As a congressman and now a senator representing Vermont, Sanders has always eschewed this type of fakery and tomfoolery, styling himself, in complete contrast, as somebody who retains proper perspective about the place of sport in society.

Grilled

During the congressional hearings into steroids in baseball in 2005, while so many of his peers grandstanded for the cameras, he berated journalists for turning up in such droves just because big names like Jose Canseco, Curt Schilling and Mark McGwire were being grilled.

“So I want to say to our media friends, that when some of us talk about the collapse of our healthcare system and millions of people not having any health insurance, come and join us,” said Sanders. “And when we talk about the United States having the highest rate of childhood poverty in the industrialised world at a time when the rich are going richer, come on down. Now maybe we may have to bring great baseball players to help us talk about childhood poverty. I don’t know. I would hope not. I’d hope we could have some of the great experts and I would hope you would come.”

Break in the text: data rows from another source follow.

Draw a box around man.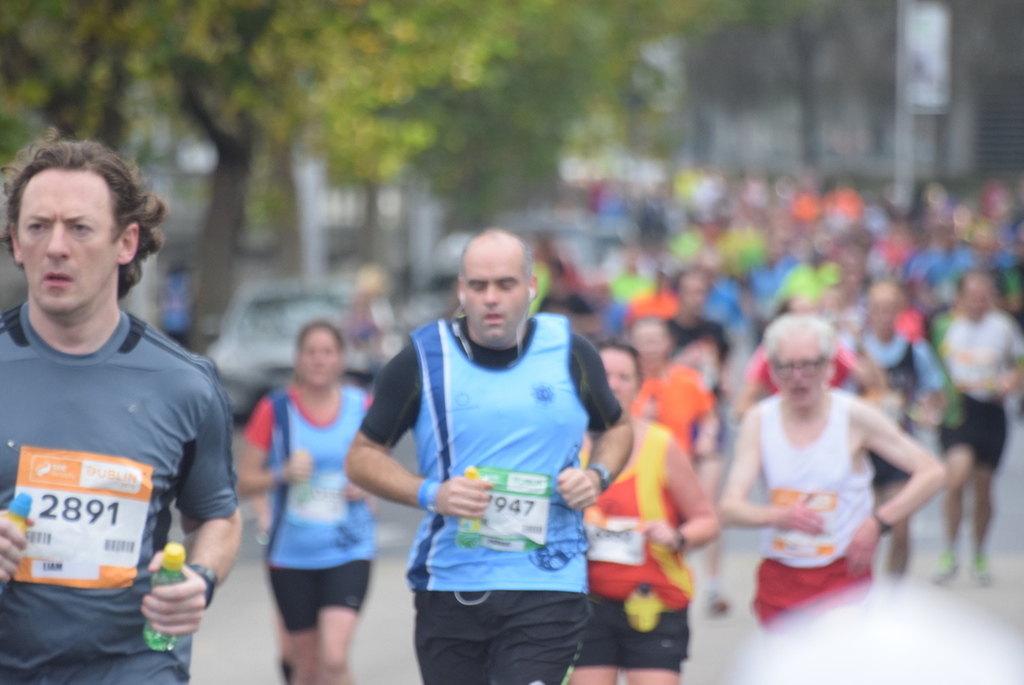
bbox=[712, 311, 942, 635].
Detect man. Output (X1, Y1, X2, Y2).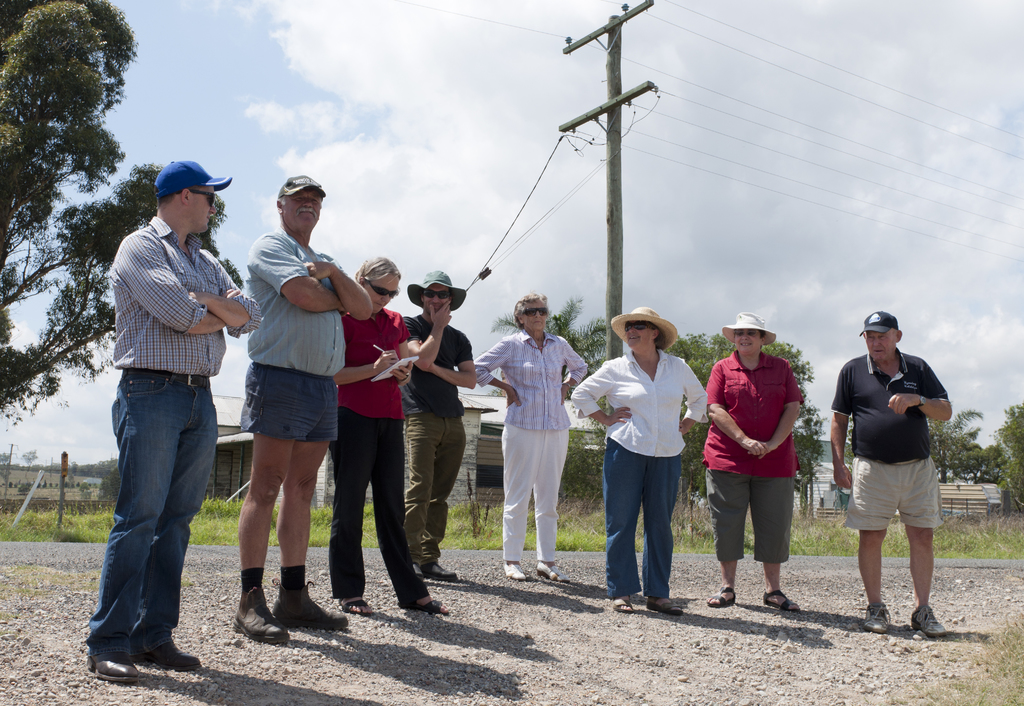
(236, 173, 372, 652).
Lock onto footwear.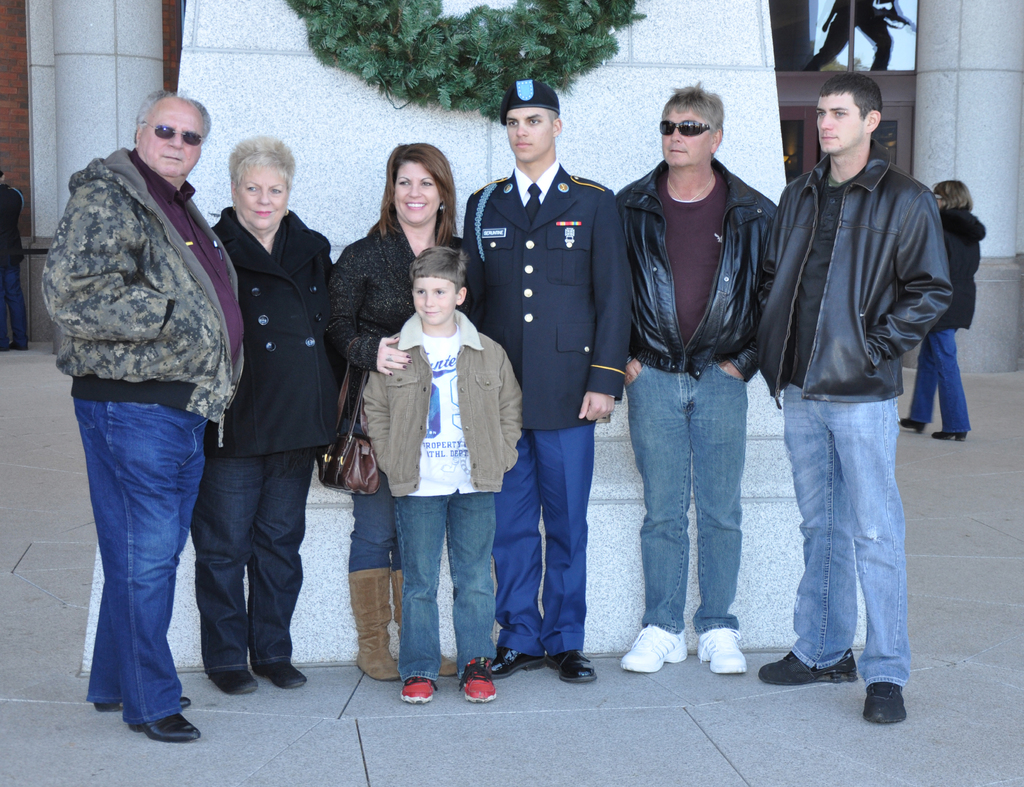
Locked: [x1=91, y1=695, x2=195, y2=713].
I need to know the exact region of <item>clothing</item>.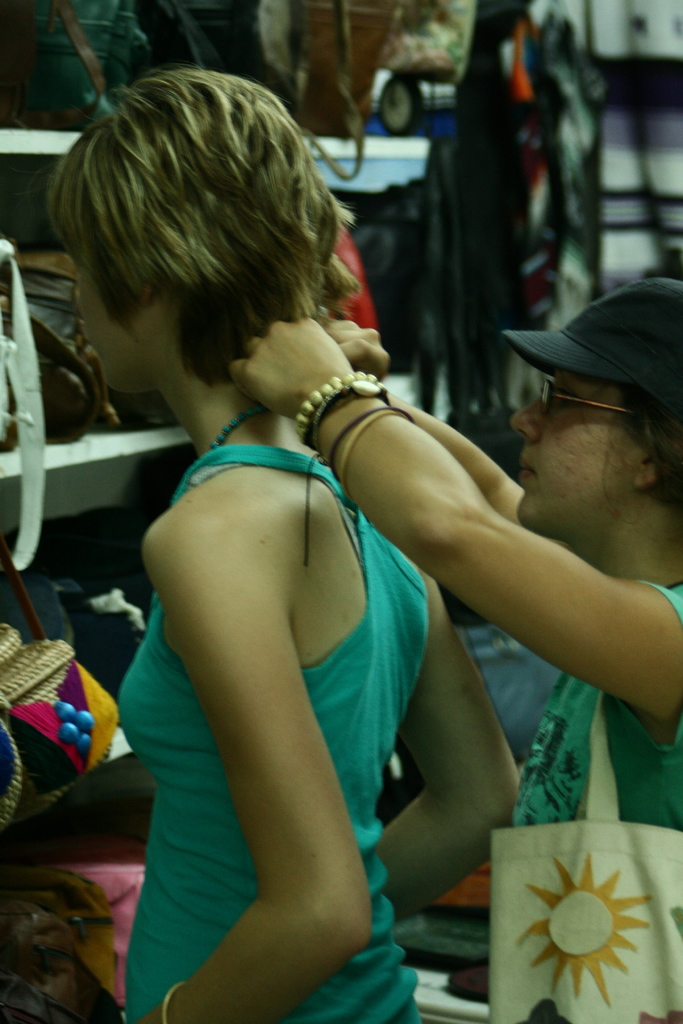
Region: <region>513, 580, 682, 827</region>.
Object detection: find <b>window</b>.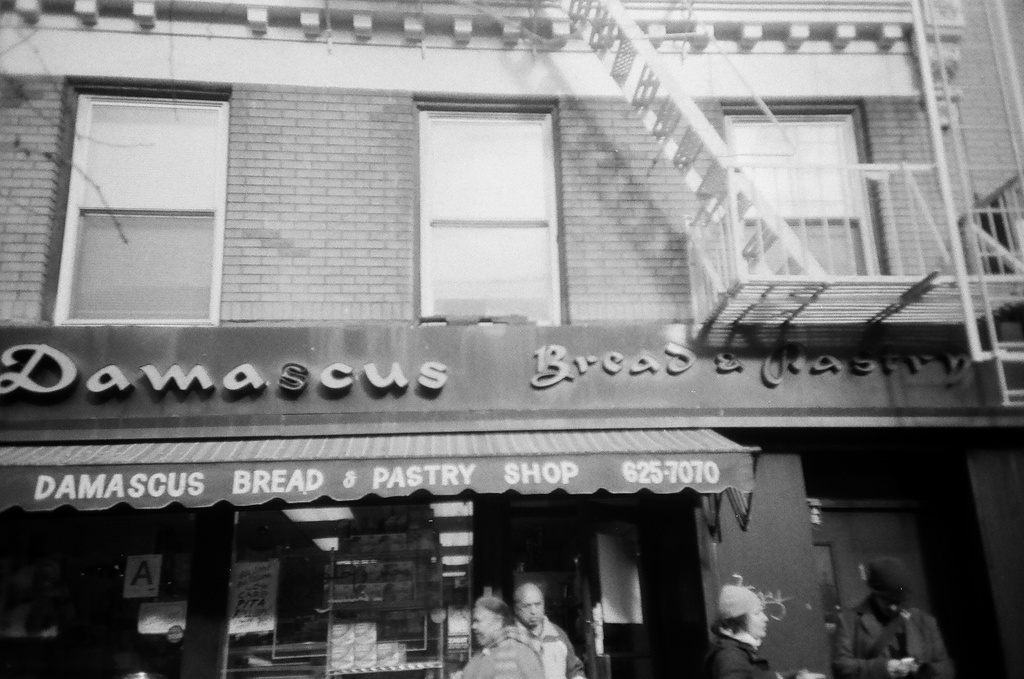
left=44, top=97, right=233, bottom=324.
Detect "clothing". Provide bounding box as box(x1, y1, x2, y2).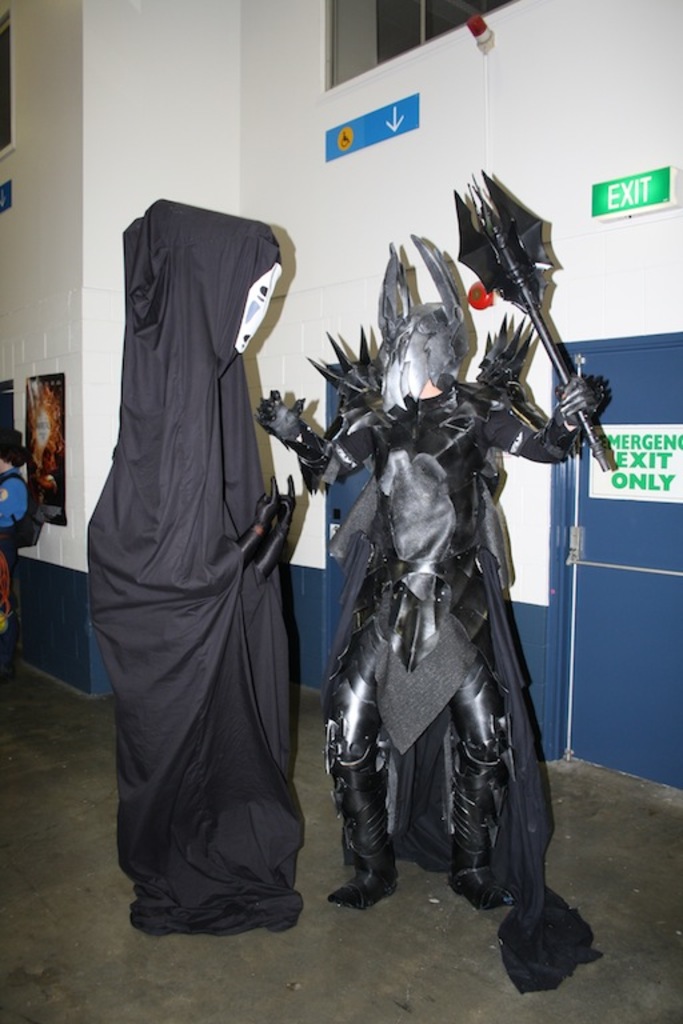
box(0, 429, 29, 623).
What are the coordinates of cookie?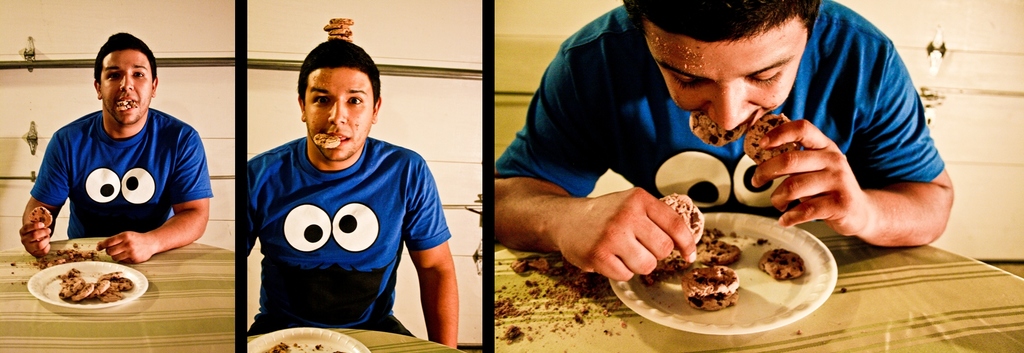
region(686, 112, 751, 144).
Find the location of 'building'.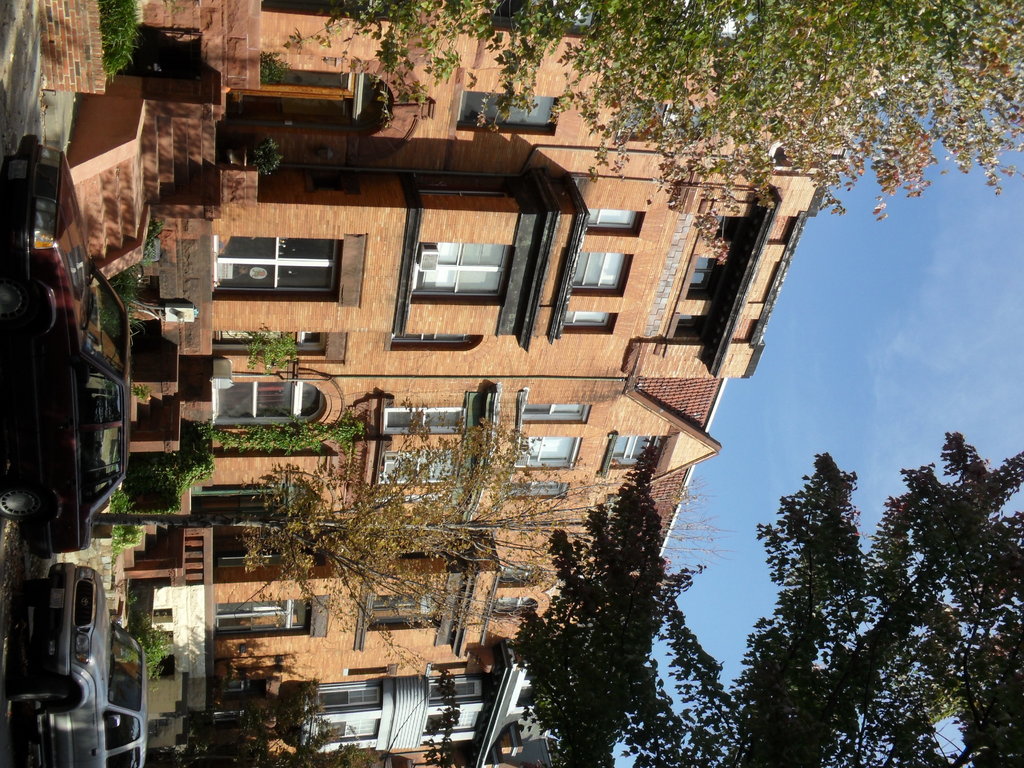
Location: <region>38, 0, 885, 701</region>.
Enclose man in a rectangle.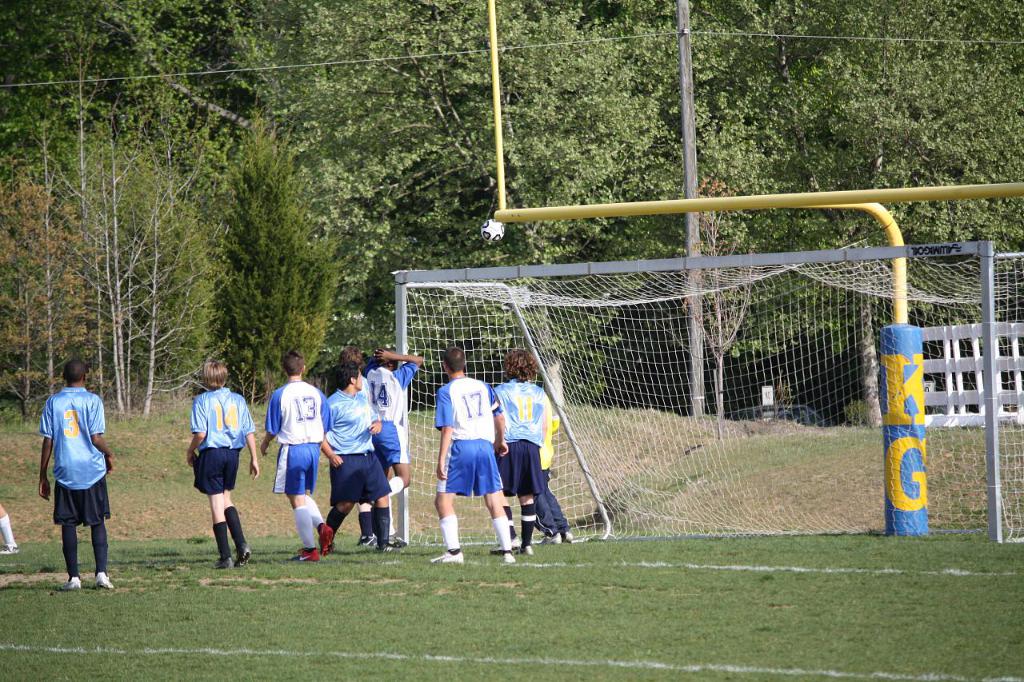
locate(37, 360, 115, 590).
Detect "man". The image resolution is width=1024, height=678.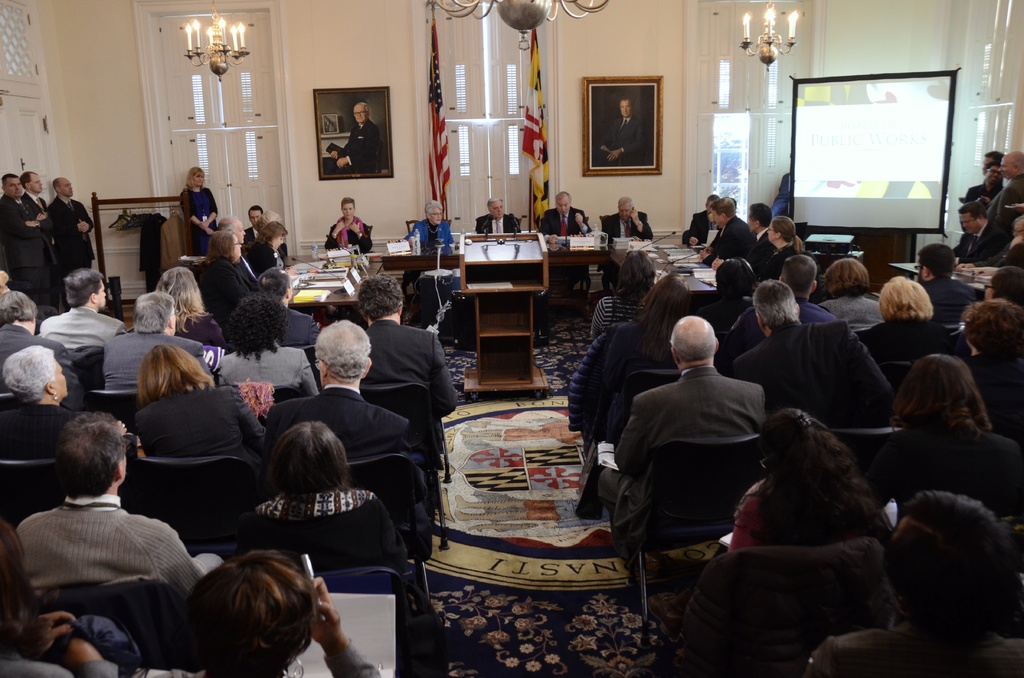
pyautogui.locateOnScreen(0, 172, 60, 306).
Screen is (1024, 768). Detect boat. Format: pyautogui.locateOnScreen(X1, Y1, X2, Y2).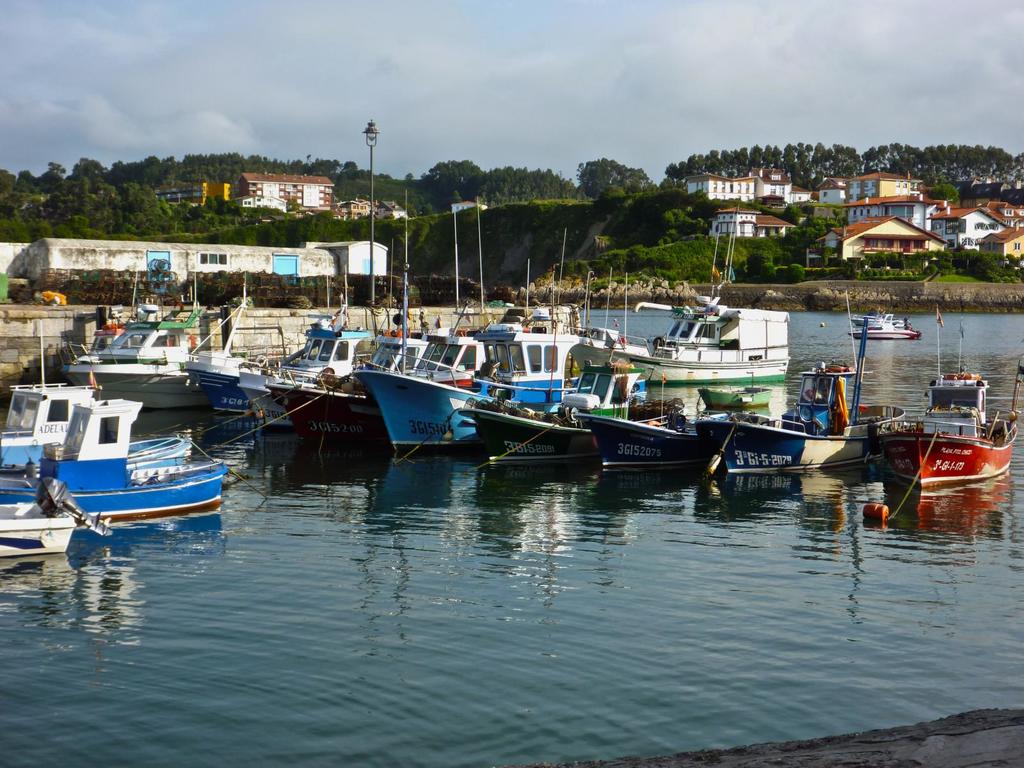
pyautogui.locateOnScreen(851, 309, 908, 325).
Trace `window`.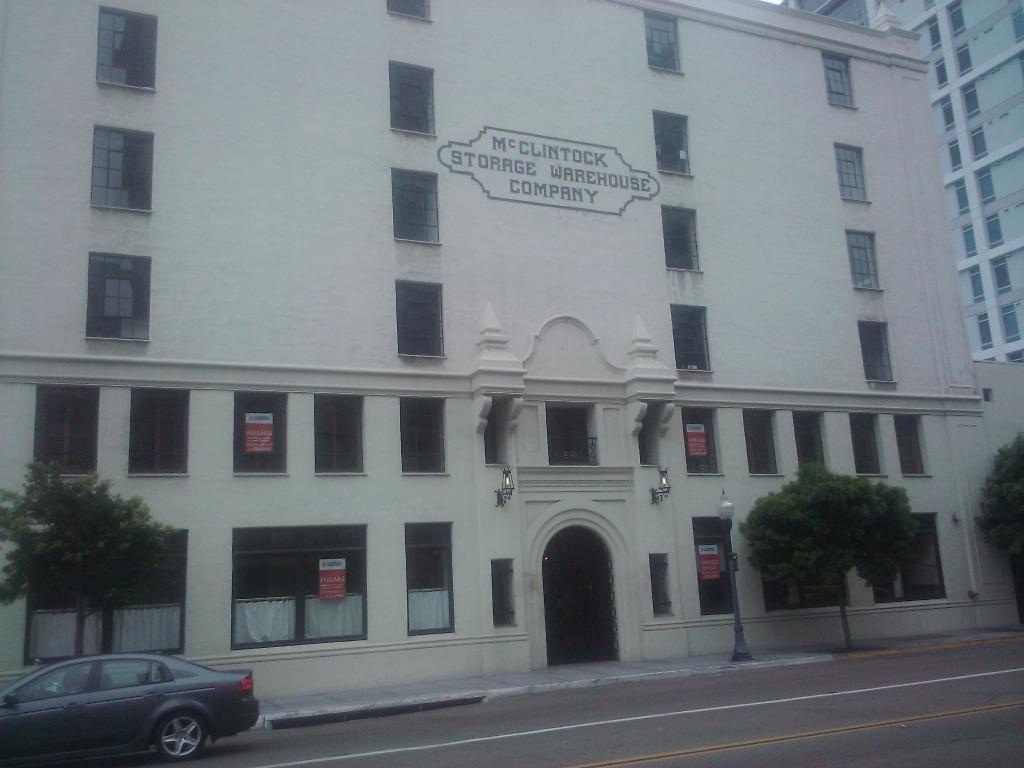
Traced to x1=84 y1=251 x2=150 y2=346.
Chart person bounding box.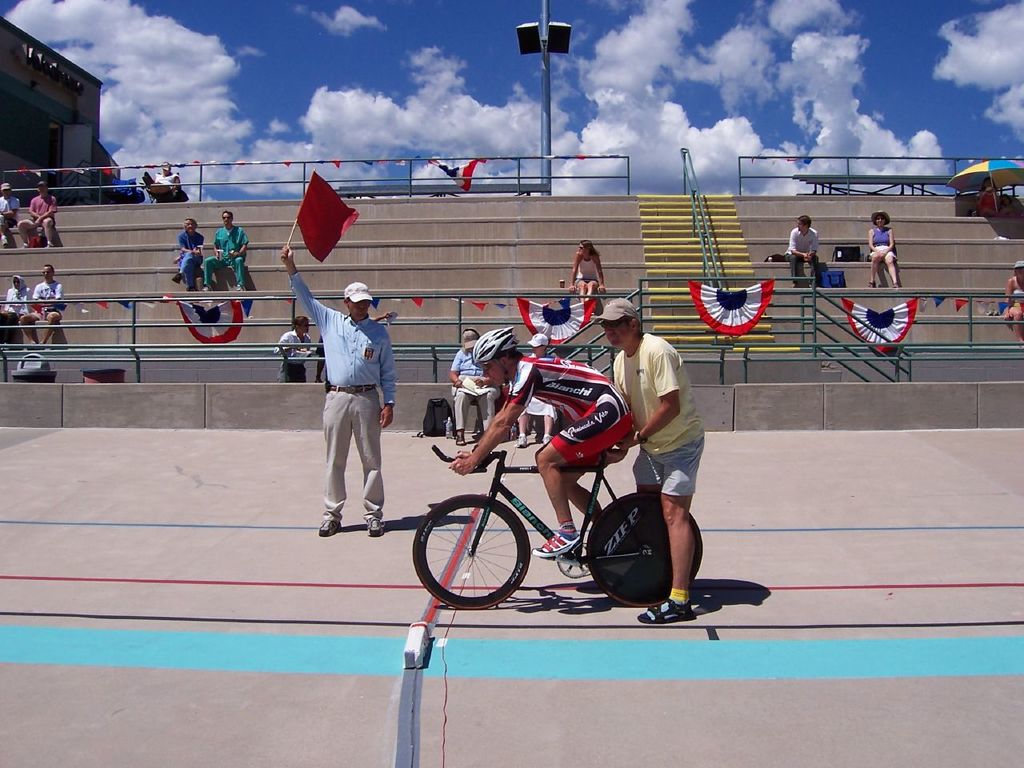
Charted: (442,318,635,578).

More recently, he's castigated colleges for spending lavishly on football stadiums while underpaying faculty and overcharging students. Constantly putting principles ahead of populism could explain why his upstart campaign will at least prolong a Democratic primary contest that was once presumed to be a straightforward coronation of Hillary Clinton.

Here is a candidate that doesn’t go in for airbrushing. When Sanders’s wife Jane was being interviewed last month, a story was told about him turning off the Super Bowl at half-time. The type of scandalous move other candidates would quake at being made public lest, in some McCarthyite frenzy, they’d be accused of un-American activity, the Sanders family thought the whole thing merely indicative of his charming eccentricity. “What American does that?” asked his step-daughter Carina.

Perhaps the kind who voted to outlaw fantasy sports as gambling long before that became a cause du jour for some of his peers in Washington. Or the man who, as the socialist mayor of Burlington in the 1980s, persuaded a minor league baseball club called the Vermont Reds to base themselves there. Like his teenage love affair with the Dodgers, that ended badly too when the Reds eventually left town and headed west to Ohio.

Endorsements

Despite his refusal to shamelessly exploit sport, Sanders has been picking up high-profile endorsements from athletes like UFC’s Ronda Rousey, Seattle Seahawks’ defensive lineman Michael Bennett and NBA icon Kareem Abdul Jabbar.

“We used to play ball every day,” said Sanders of his idyllic childhood on the streets of Flatbush. “One of the differences, by the way, between today and way back then is maybe you learnt a little bit about democracy . . . Everybody knew how good you were. It didn’t matter how much money you had. You were the third-best basketball player. Everybody knew it, ’cause they played with you, day in and day out.”

Sport taught him democracy then and also how money ultimately wins out. As good a preparation for an election as any.